Marianne Tiegen designs picturesque hotel in France

Marianne Tiegen Interiors has reimagined Château La Banquière, an 18th-century estate set amid vineyards and centuries-old oaks near Montpellier, France, into a hospitality destination where architecture, landscape, and textiles come together in a quiet, contemporary expression of sustainable luxury.

A château reborn through light, landscape, and craft
Château La Banquière sits in a serene park, framed by centuries-old oaks and sprawling vineyards – a setting that immediately inspired the design. Every room has been conceived as a dialogue with natural light and the surrounding landscape: an interplay of stone, wood, air, and textiles that animates the spaces throughout the day.

In this project, textiles become more than decoration: they are spatial anchors. Fabrics define rooms, soften acoustics, frame views, and offer a tactile warmth usually found only in private homes. For a hospitality project, Marianne Tiegen Interiors strategically used textiles, focusing on key elements such as canopies, screens, bed throws, and wall panels to create intimacy and comfort without overwhelming the classical architecture.

Weaving history and place: natural dyes, antique textiles, amd circular craft
La Banquière’s textile palette draws deeply from its Mediterranean context. Working with botanical dyers and local specialists, the team developed shades like “Blush”, derived from grape seeds harvested on the château’s vineyards, or warm coral and apricot tones from garance (madder root), complemented by soft blues and greys from pastel (woad). These plant-based pigments echo the estate’s romance: a former honeymoon gift cast in Italian-villa tradition.

Alongside newly dyed linen, hemp, and cotton, the design incorporates a curated selection of antique fabrics – Provençal damasks, Venetian block-prints, and couture-surplus textiles, sourced through a long-established network of collectors and dealers. In many rooms, antique textiles served as the starting point: once discovered, their unique texture, patina, or pattern helped define the entire design direction. In others, naturally dyed linen or hemp sets the tone, imbued with subtle variations, depth, and a quiet, living luminosity.

Where antique materials were fragile, they were either restored, backed with light cotton, or embraced as imperfect surfaces, repaired rather than disguised, celebrating their history, much like a textile-bound equivalent of kintsugi.

Artisan techniques meet hospitality rigour
La Banquière also marks the return of European artisan skills once confined to couture ateliers. Woven Belgian linens, hand-printed serigraphies from historic Lyon workshops, and block-printed Venetian fabrics join embroidered panels decorated with haute couture techniques. The project’s signature motif is a subtle bee rendered in the Pont de Beauvais stitch, which ties together the estate’s biodiversity, regenerative spirit, and circular design philosophy.

Bed canopies, privacy screens, and bed throws, anchored in metal frames or removable structures, offer both grandeur and practicality: they can be unfastened, cleaned, repaired, or even redyed over time, without ever compromising the design integrity. Upholstery features removable covers; cabinetry and screen panels can be restored or replaced, meaning the château is not just furnished, but built to evolve, age beautifully, and become richer with use.

Slow textiles, lasting luxury
For Marianne Tiegen, La Banquière stands as a manifesto: sustainable hospitality does not mean austerity; it means selecting materials and techniques that age with dignity, that carry memory, and that contribute to a circular, regenerative design economy.

“Luxury today faces an identity crisis,” she says. “Its renewal lies in craftsmanship, authenticity, and rarity. With La Banquière, we show that sustainability can be a form of true luxury – rooted in nature, in history, in care.”

In twenty or thirty years, the fabrics, colors, and textures of La Banquière will tell their own story: one of place, of patience, of beauty lived-in.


### Exercise requirements
The word "talent" occurs in some lines of the data. Return each such line.

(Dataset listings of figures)
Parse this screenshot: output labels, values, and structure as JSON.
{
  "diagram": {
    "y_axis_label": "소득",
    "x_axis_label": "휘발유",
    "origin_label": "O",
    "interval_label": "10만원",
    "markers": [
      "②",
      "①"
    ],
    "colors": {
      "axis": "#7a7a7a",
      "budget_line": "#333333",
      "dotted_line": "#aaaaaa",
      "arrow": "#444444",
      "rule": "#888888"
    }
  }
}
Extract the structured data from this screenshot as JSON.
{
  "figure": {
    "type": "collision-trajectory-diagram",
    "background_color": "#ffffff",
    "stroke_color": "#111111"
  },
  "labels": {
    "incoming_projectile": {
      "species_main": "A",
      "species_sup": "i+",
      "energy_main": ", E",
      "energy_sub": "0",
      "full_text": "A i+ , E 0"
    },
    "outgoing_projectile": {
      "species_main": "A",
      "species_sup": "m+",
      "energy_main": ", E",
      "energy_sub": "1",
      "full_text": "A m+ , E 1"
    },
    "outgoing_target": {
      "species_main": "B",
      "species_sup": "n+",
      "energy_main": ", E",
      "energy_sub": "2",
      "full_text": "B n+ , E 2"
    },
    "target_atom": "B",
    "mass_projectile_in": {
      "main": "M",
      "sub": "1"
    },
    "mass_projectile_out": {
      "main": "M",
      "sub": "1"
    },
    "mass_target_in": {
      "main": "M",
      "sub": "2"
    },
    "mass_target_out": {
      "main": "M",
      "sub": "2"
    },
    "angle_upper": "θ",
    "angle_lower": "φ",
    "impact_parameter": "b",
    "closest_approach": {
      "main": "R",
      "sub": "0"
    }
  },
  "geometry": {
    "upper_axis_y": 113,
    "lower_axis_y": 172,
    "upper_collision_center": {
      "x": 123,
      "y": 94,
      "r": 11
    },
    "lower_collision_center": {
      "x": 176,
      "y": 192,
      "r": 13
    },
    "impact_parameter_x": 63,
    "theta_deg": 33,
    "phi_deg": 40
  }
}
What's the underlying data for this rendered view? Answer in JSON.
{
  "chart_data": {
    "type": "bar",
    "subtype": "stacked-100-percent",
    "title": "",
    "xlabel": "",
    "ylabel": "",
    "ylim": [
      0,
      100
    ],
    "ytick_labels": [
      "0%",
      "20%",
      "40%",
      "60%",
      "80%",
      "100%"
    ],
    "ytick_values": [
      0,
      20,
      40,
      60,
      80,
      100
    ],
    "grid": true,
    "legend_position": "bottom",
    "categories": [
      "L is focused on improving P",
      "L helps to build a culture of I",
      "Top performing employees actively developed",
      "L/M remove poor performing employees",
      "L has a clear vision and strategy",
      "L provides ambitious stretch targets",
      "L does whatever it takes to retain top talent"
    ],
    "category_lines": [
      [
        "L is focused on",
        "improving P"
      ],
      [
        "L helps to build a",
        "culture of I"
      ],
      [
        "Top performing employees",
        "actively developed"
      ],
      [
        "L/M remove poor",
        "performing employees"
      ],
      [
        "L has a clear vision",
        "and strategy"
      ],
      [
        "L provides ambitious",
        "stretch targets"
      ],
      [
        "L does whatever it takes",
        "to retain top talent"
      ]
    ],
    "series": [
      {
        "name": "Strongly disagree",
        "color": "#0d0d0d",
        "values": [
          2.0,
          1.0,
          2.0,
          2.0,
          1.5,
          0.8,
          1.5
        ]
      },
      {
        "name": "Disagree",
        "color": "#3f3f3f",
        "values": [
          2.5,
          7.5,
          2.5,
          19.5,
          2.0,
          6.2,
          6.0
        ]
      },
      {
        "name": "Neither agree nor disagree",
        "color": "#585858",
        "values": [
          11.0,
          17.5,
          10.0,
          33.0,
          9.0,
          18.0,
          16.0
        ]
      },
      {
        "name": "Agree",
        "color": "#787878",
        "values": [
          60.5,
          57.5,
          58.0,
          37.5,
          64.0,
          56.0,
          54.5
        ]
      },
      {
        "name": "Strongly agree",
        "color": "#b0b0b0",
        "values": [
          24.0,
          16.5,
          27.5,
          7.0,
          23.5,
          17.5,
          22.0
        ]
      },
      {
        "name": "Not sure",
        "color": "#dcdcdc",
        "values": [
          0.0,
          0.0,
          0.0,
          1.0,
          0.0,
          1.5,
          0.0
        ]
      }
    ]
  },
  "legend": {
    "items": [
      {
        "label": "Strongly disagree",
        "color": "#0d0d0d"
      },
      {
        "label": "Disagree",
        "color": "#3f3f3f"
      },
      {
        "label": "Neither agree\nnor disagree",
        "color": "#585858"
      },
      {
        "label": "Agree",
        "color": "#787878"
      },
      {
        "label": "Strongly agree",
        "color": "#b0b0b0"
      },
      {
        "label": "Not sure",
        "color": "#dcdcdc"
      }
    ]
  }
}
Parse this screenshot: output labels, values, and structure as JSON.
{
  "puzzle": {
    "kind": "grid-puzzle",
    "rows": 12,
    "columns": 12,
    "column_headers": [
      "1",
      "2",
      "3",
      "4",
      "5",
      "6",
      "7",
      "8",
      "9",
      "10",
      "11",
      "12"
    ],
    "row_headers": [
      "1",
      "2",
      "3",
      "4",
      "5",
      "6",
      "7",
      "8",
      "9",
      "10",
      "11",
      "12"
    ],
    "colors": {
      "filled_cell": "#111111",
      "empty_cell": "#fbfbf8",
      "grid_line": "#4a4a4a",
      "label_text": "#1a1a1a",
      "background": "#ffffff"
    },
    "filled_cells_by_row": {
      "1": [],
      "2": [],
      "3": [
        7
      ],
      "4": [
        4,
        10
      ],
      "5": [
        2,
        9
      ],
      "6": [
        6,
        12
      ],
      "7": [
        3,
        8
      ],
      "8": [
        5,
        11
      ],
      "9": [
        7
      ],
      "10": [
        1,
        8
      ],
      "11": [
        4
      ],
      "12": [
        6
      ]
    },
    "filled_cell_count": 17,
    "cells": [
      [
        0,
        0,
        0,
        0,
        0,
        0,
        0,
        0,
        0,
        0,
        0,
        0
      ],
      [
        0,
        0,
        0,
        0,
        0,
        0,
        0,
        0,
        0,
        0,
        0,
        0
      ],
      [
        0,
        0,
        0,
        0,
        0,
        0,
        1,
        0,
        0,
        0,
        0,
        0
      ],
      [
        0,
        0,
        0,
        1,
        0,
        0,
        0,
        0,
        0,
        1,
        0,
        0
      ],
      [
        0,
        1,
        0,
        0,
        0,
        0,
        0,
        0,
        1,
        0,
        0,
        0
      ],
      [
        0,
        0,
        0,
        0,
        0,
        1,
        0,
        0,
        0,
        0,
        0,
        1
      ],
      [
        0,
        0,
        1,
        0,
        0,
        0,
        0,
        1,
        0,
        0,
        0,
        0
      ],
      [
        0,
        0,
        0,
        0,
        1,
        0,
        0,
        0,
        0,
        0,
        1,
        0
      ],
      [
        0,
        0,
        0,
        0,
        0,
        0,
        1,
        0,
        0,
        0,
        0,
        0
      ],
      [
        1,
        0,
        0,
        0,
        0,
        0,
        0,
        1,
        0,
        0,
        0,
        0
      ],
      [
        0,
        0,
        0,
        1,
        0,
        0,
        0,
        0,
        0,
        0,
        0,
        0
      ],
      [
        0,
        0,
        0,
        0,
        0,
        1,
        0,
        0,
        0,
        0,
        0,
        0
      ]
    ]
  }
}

---

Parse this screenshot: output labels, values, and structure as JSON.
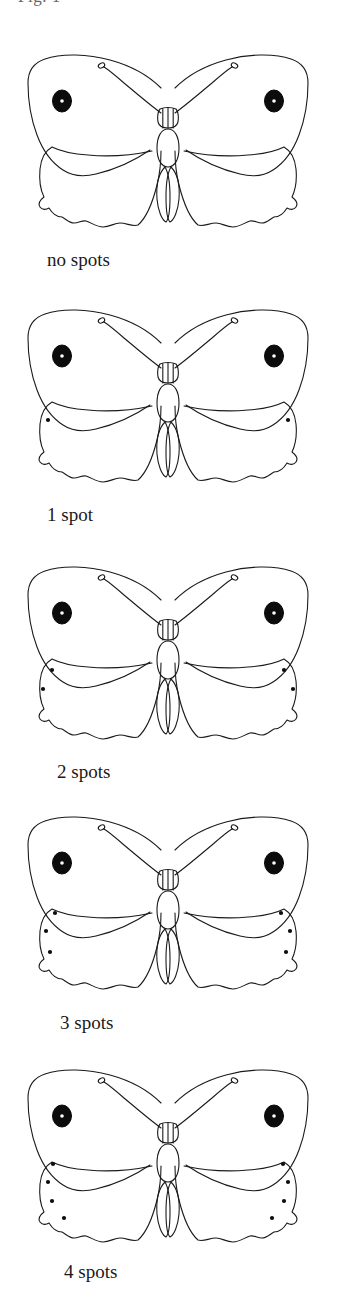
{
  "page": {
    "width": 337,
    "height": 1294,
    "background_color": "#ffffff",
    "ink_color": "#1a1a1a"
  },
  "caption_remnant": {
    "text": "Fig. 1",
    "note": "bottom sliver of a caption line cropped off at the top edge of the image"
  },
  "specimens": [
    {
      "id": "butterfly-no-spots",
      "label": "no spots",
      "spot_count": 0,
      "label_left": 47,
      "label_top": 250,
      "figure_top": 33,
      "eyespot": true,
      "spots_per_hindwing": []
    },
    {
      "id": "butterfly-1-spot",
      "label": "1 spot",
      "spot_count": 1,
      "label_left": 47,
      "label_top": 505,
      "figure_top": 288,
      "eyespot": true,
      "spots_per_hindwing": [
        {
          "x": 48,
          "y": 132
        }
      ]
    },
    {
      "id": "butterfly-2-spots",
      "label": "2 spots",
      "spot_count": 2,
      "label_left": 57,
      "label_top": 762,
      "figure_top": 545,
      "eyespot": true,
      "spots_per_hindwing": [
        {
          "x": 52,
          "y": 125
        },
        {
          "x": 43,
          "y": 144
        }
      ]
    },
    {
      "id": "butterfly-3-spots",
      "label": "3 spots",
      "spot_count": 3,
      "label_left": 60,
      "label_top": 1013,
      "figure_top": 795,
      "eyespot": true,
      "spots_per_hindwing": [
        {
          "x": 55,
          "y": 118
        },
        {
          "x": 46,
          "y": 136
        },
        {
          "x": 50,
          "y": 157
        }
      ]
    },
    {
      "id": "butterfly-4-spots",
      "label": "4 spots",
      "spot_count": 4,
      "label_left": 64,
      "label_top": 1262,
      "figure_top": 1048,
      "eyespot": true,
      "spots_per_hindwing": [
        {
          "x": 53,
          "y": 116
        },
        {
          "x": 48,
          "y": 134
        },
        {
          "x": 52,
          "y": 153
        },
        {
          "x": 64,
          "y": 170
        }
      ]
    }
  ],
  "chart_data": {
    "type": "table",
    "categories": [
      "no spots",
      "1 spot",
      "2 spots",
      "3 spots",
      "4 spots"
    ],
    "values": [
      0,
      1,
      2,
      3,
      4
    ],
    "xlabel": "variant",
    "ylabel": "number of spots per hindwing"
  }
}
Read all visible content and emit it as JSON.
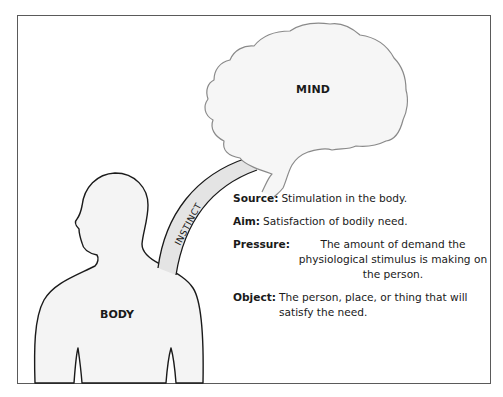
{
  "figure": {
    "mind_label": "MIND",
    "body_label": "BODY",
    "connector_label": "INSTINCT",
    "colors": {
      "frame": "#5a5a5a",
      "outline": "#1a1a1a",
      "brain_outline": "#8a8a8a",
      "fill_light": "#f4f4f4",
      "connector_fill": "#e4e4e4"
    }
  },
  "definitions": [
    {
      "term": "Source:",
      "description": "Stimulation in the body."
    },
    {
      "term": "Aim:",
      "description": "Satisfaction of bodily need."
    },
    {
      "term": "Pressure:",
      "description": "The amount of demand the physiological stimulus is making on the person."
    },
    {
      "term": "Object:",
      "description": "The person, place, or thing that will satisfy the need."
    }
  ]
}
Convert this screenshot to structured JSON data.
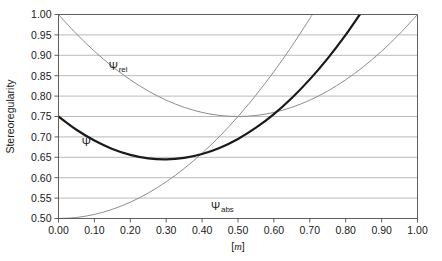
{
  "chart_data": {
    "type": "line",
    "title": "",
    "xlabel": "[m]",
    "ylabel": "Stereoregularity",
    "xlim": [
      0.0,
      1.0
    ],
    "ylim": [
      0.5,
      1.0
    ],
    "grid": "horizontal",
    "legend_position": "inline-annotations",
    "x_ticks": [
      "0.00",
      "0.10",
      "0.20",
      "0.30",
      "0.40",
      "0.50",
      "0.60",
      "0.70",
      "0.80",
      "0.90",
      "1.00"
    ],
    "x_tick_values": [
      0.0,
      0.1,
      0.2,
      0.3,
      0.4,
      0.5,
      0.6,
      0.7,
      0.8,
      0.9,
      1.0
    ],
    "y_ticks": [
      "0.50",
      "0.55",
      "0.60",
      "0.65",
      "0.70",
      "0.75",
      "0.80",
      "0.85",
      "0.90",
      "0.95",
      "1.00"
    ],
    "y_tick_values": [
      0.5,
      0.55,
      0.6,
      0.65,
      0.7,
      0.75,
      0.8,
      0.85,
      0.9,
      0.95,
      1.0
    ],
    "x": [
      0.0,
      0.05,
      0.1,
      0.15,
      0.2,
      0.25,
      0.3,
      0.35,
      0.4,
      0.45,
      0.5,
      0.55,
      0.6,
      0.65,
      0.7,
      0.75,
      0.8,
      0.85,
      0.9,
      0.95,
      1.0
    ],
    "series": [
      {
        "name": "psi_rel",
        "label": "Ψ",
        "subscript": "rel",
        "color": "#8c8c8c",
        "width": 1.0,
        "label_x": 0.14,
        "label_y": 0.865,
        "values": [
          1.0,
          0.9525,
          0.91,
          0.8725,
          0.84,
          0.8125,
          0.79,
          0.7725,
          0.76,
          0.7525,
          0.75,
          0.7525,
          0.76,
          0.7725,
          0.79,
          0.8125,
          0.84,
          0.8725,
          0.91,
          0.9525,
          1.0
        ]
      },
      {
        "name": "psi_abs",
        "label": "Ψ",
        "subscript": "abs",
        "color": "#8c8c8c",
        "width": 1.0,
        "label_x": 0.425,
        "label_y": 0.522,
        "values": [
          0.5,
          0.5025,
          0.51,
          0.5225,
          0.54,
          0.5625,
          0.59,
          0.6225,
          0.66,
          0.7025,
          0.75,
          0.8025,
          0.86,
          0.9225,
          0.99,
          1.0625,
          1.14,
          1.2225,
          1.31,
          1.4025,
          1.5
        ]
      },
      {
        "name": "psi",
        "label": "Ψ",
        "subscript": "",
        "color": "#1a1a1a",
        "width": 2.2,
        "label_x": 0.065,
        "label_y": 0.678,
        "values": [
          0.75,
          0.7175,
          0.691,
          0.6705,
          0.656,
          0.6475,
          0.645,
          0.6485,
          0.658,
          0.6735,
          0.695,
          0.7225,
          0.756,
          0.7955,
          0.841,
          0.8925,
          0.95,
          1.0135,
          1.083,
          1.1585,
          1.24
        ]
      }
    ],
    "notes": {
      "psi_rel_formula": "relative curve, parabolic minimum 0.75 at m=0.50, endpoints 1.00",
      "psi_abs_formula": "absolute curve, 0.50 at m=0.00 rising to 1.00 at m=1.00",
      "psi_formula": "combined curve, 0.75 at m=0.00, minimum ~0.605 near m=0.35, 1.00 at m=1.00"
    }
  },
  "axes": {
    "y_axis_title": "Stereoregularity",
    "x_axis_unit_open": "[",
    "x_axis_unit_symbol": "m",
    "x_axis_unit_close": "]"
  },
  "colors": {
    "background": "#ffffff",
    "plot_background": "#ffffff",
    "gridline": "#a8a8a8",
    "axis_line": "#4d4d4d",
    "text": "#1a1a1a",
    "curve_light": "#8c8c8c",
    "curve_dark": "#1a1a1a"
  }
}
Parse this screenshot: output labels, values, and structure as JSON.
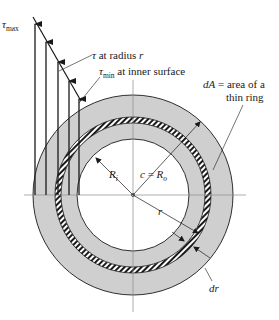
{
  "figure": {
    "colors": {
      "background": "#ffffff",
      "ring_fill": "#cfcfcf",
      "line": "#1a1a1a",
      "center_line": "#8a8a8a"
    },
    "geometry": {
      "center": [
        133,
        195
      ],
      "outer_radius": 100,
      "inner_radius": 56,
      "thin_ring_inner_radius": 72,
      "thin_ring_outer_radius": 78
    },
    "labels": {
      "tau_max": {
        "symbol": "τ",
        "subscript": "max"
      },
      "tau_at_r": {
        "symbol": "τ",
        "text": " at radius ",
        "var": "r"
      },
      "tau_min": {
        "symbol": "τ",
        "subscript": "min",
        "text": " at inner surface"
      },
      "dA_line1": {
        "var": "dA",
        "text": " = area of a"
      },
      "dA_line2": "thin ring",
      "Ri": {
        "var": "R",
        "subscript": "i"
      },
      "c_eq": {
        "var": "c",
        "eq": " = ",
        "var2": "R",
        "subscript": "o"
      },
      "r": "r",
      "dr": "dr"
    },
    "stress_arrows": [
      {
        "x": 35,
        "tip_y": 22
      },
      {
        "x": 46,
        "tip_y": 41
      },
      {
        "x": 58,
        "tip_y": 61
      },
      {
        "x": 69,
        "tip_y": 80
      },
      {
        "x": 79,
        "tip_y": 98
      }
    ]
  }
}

### Answer
      "L does whatever it takes to retain top talent"
        "to retain top talent"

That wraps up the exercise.